May 8, 2001

Six Ways to Position Your Company for Success

 

3. Be superior in recruiting and retaining employees.

Rudy Karsan - Small Rudy Karsan, CEO, Kenexa.
Certain studies indicate that without migration, the United States will be losing more employees through attrition, namely retirement, and other terminations from the labor force versus new entrants coming into the work force.

Small businesses are going to have to be extremely vigilant about ensuring that their employee pool consists of highly effective individuals who are top performers in their organization and meet the values of their business.

In order to take advantage of this trend, I would recommend that the small business owner do a few things:

  1. Have strong measurement around employee performance. These measurements should be individually related to the various functions that employees perform.
  2. Develop measurement techniques to ensure that the existing work force is engaged, motivated, and willing to outperform customers' expectations.
  3. Learning is a primary drive for employees. Make sure that there are adequate vehicles through which your employee base can learn.
  4. Small business owners should make it incumbent that they meet with, on a face-to-face basis, every employee in the company. Suggested guidelines are: Less than 50 employees, meet at least twice per year; significantly less than 50, meet once a quarter; more than 50, develop other communication vehicles including written notes and e-mails to ensure a relationship exists between the leader and the organization.

Robert Hoffman - Small Robert Hoffman, CEO & founder, HRAdvice.com.
According to Electronic Recruiting News, for the 15 years beginning in 2000, the number of 25- to 44-year-olds in the economy will decline from the 1999 peak. The decline will be steep, as there will be 15% fewer workers in this important age group than we have today.

Attracting and retaining the right skills, can be accomplished by practicing the following techniques:

  1. Determine the singular most compelling reason to join your company. Carve a recruiting niche similar to a product niche. Make sure everyone in your industry and geography knows the reason to join your firm. Determine what makes your business different from the rest and sell the concept to recruits, relentlessly.
  2. Use a skills assessment in the targeting and selection process. For example, if you need creative marketing plans, have candidates produce marketing collateral for you during the assessment process. Merely having the ability to describe marketing plans is not enough. Require specific examples.
  3. Develop networking relationships to identify the talent you seek.
  4. Treat your potential employees as customers. Return calls, get them excited about the position and company and use them to enhance the reputation of your business in the community.
  5. Create innovative attraction tools designed to promote retention, such as sabbaticals after five years of employment, subsidizing graduate degrees, or other non-financial incentives.

4. Gain access to capital by achieving customer traction, validation, and growing revenues.

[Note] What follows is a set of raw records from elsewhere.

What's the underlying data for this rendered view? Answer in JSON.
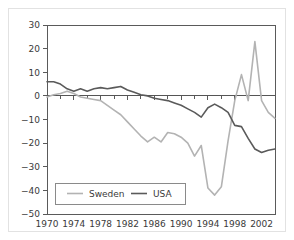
{
  "chart_data": {
    "type": "line",
    "title": "",
    "subtitle": "",
    "xlabel": "",
    "ylabel": "",
    "xlim": [
      1970,
      2004
    ],
    "ylim": [
      -50,
      30
    ],
    "grid": false,
    "zero_line": true,
    "legend_position": "bottom-left",
    "x_ticks": [
      1970,
      1974,
      1978,
      1982,
      1986,
      1990,
      1994,
      1998,
      2002
    ],
    "x_tick_labels": [
      "1970",
      "1974",
      "1978",
      "1982",
      "1986",
      "1990",
      "1994",
      "1998",
      "2002"
    ],
    "x_minor_ticks": [
      1972,
      1976,
      1980,
      1984,
      1988,
      1992,
      1996,
      2000,
      2004
    ],
    "y_ticks": [
      30,
      20,
      10,
      0,
      -10,
      -20,
      -30,
      -40,
      -50
    ],
    "y_tick_labels": [
      "30",
      "20",
      "10",
      "0",
      "−10",
      "−20",
      "−30",
      "−40",
      "−50"
    ],
    "x": [
      1970,
      1971,
      1972,
      1973,
      1974,
      1975,
      1976,
      1977,
      1978,
      1979,
      1980,
      1981,
      1982,
      1983,
      1984,
      1985,
      1986,
      1987,
      1988,
      1989,
      1990,
      1991,
      1992,
      1993,
      1994,
      1995,
      1996,
      1997,
      1998,
      1999,
      2000,
      2001,
      2002,
      2003,
      2004
    ],
    "series": [
      {
        "name": "Sweden",
        "color": "#b3b3b3",
        "width": 1.6,
        "values": [
          -0.5,
          0.5,
          1.0,
          2.0,
          1.0,
          -0.5,
          -1.0,
          -1.5,
          -2.0,
          -4.0,
          -6.0,
          -8.0,
          -11.0,
          -14.0,
          -17.0,
          -19.5,
          -17.5,
          -19.5,
          -15.5,
          -16.0,
          -17.5,
          -20.0,
          -25.5,
          -21.0,
          -39.0,
          -42.0,
          -38.5,
          -19.0,
          -2.0,
          9.0,
          -2.0,
          23.0,
          -2.0,
          -7.0,
          -9.5
        ]
      },
      {
        "name": "USA",
        "color": "#5a5a5a",
        "width": 1.6,
        "values": [
          6.0,
          6.0,
          5.0,
          3.0,
          2.0,
          3.0,
          2.0,
          3.0,
          3.5,
          3.0,
          3.5,
          4.0,
          2.5,
          1.5,
          0.5,
          0.0,
          -1.0,
          -1.5,
          -2.0,
          -3.0,
          -4.0,
          -5.5,
          -7.0,
          -9.0,
          -5.0,
          -3.5,
          -5.0,
          -7.0,
          -12.5,
          -13.0,
          -18.0,
          -22.5,
          -24.0,
          -23.0,
          -22.5
        ]
      }
    ],
    "legend": [
      {
        "name": "Sweden",
        "color": "#b3b3b3"
      },
      {
        "name": "USA",
        "color": "#5a5a5a"
      }
    ]
  }
}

Guy Kawawsaki - Small Guy Kawasaki, cofounder, chairman & CEO, Garage.com.
The most important issue will be access to capital. Many innovative and growing young companies can't raise the capital they need to survive and flourish in this tough environment. Smart startups will do whatever it takes to get customer traction, validation, and, most importantly, significant and growing revenues. Revenues and customer traction are critically important to illustrate to potential investors that the company has tremendous potential and deserves an investor's attention and capital.

5. Spend more on technology.

Brad Brown - SmallBradley D. Brown, chairman of the Board, cofounder, TUSC.
Accept and recognize that you (along with every business) are in the information technology (IT) business. Take advantage of this current time-standing-still moment and invest in IT and you will outpace the competition.

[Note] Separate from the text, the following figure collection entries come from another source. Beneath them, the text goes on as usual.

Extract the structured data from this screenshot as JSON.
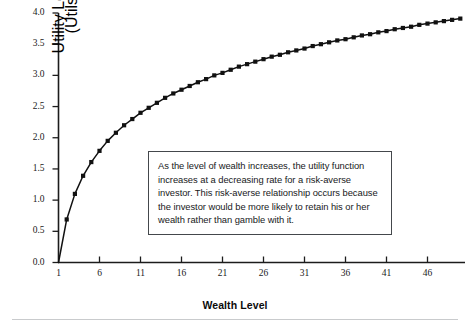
{
  "chart_data": {
    "type": "line",
    "title": "",
    "subtitle": "",
    "xlabel": "Wealth Level",
    "ylabel": "Utility Level (Utils)",
    "ylabel_lines": [
      "Utility Level",
      "(Utils)"
    ],
    "xlim": [
      1,
      50
    ],
    "ylim": [
      0.0,
      4.0
    ],
    "grid": false,
    "legend": null,
    "marker": "square",
    "series_color": "#111111",
    "series": [
      {
        "name": "Utility function (risk-averse)",
        "x": [
          1,
          2,
          3,
          4,
          5,
          6,
          7,
          8,
          9,
          10,
          11,
          12,
          13,
          14,
          15,
          16,
          17,
          18,
          19,
          20,
          21,
          22,
          23,
          24,
          25,
          26,
          27,
          28,
          29,
          30,
          31,
          32,
          33,
          34,
          35,
          36,
          37,
          38,
          39,
          40,
          41,
          42,
          43,
          44,
          45,
          46,
          47,
          48,
          49,
          50
        ],
        "values": [
          0.0,
          0.69,
          1.1,
          1.39,
          1.61,
          1.79,
          1.95,
          2.08,
          2.2,
          2.3,
          2.4,
          2.48,
          2.56,
          2.64,
          2.71,
          2.77,
          2.83,
          2.89,
          2.94,
          3.0,
          3.04,
          3.09,
          3.14,
          3.18,
          3.22,
          3.26,
          3.3,
          3.33,
          3.37,
          3.4,
          3.43,
          3.47,
          3.5,
          3.53,
          3.56,
          3.58,
          3.61,
          3.64,
          3.66,
          3.69,
          3.71,
          3.74,
          3.76,
          3.78,
          3.81,
          3.83,
          3.85,
          3.87,
          3.89,
          3.91
        ]
      }
    ],
    "yticks": [
      "0.0",
      "0.5",
      "1.0",
      "1.5",
      "2.0",
      "2.5",
      "3.0",
      "3.5",
      "4.0"
    ],
    "ytick_values": [
      0.0,
      0.5,
      1.0,
      1.5,
      2.0,
      2.5,
      3.0,
      3.5,
      4.0
    ],
    "xticks": [
      "1",
      "6",
      "11",
      "16",
      "21",
      "26",
      "31",
      "36",
      "41",
      "46"
    ],
    "xtick_values": [
      1,
      6,
      11,
      16,
      21,
      26,
      31,
      36,
      41,
      46
    ],
    "annotations": [
      {
        "name": "utility-explanation",
        "text": "As the level of wealth increases, the utility function increases at a decreasing rate for a risk-averse investor. This risk-averse relationship occurs because the investor would be more likely to retain his or her wealth rather than gamble with it."
      }
    ]
  },
  "colors": {
    "axis": "#1c1c1c",
    "curve": "#111111",
    "marker": "#111111",
    "text": "#17191b",
    "box_border": "#44484c",
    "rule": "#c9cbcd",
    "background": "#ffffff"
  }
}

Lillian Vernon - Small Lillian Vernon, founder & CEO, Lillian Vernon Corp.
The right computer systems offer companies of all sizes the opportunity to expand their business efficiently to save time and money. The key is to invest in state-of-the-art technology and good information technology professionals. You might need to hire an information technology consultant who offers a full range of services but be sure to check references carefully.

Glenn Weadock - Small Glenn Weadock, president & cofounder, Independent Software, Inc.
Companies that can take a hard look at sophisticated computer and communications equipment and software and make decisions based on real world business needs will gain a leg up on companies that simply automate because they feel they must.